I have never been a huge PC gaming fan. I always tend to stick to my console first-person shooters, platformers and adventure games. One element of the PC gaming world has made its way to the consoles–demos.
Prior to Xbox 360 and PlayStation 3 with their online content delivery, console players best chance of getting a preview of a title was to rent it.
With demos now available for free, I find myself not even spending money for titles that I don’t want to make a permanent part of my collection. Dead Rising, for instance, is not worth buying when you can get the demo for free and basically get your all of beating zombies.
After a few minutes of checking out a game, most of them still don’t compel me to buy them. This tendency of my own makes me wonder whether demos are helping or hurting the console market. While it could hook interest, the demo could also make you feel like you rented the game for a couple of days and feel no need to buy it.
The only demo I played and bought was Crackdown, but that was also due to the added hook of getting the Halo 3 Beta along with the retail version of the game.
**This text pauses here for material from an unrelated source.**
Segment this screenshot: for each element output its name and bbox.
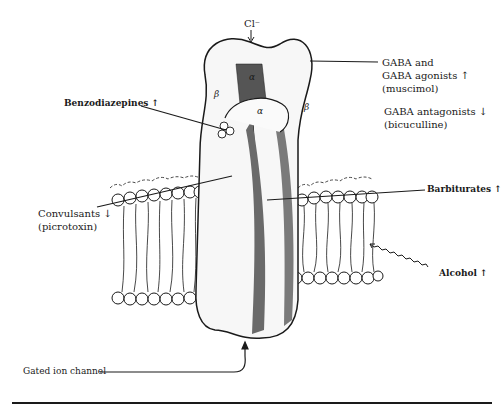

With the demo, you get all the same experience, but you don’t get the achievement points. Could that be why Microsoft added gamer points and achievements to your Xbox Live tag? Gamer scores are somewhat of a bragging right, and demo moochers can’t get those points.
I just wonder how effective this business model will remain for gimmicky titles like Dead Rising and especially old school Xbox Live Arcade games where the demo can get it out your system.